What needs to be done:
Exclude the pictures, then repeat exactly each line from the one containing "pixels, height=644 pixels." to the final line of the records that follow.

Supplied records:

* * * * * * *

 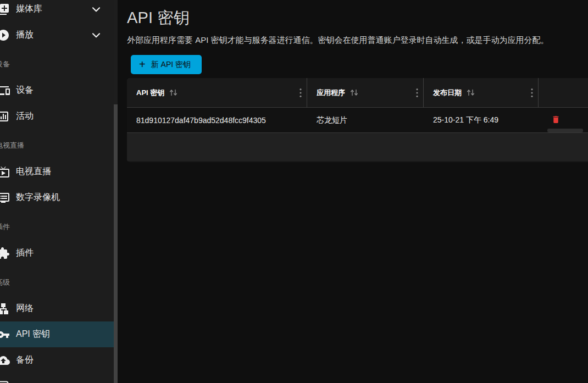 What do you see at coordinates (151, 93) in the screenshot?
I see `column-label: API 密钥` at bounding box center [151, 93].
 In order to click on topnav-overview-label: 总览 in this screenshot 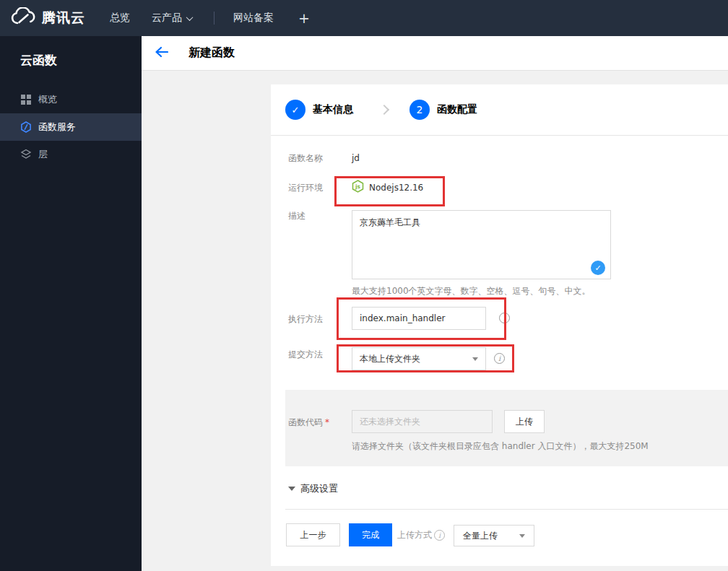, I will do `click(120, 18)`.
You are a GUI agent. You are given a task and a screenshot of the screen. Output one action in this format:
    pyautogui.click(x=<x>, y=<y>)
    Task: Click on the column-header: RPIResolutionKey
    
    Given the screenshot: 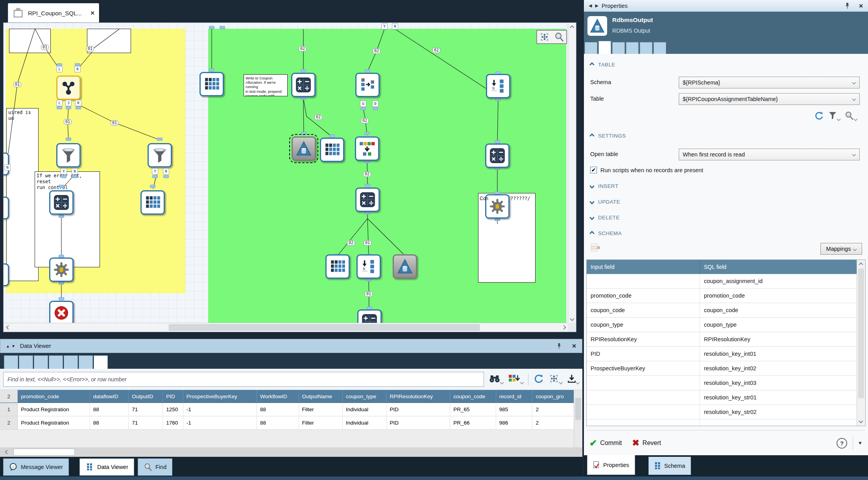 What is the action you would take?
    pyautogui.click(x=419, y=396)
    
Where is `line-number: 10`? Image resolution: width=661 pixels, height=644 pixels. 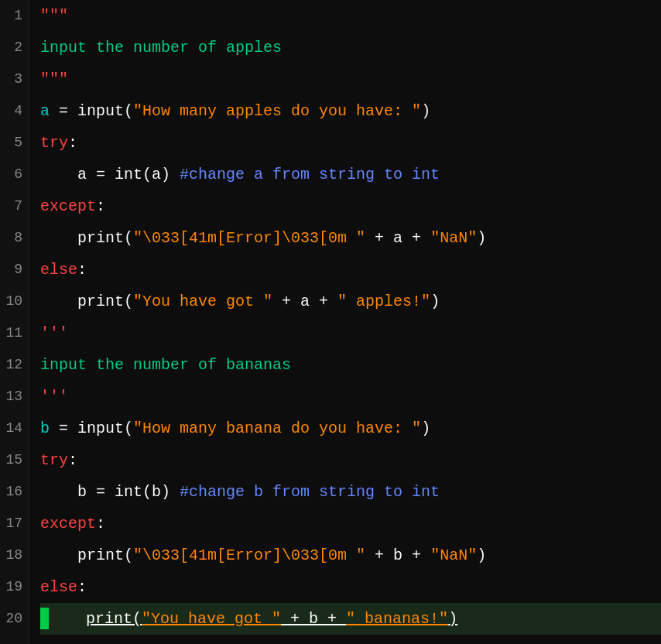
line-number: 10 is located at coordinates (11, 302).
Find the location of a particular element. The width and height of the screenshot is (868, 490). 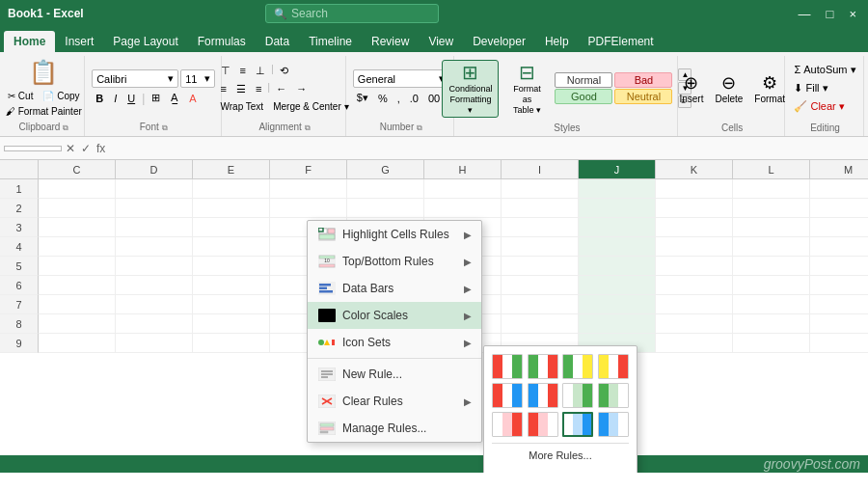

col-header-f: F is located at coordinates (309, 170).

* * * * * * *

Answer area:
Where is `line-number: 10`? Image resolution: width=661 pixels, height=644 pixels. 
line-number: 10 is located at coordinates (11, 302).
Find the location of a particular element. The width and height of the screenshot is (868, 490). 

col-header-f: F is located at coordinates (309, 170).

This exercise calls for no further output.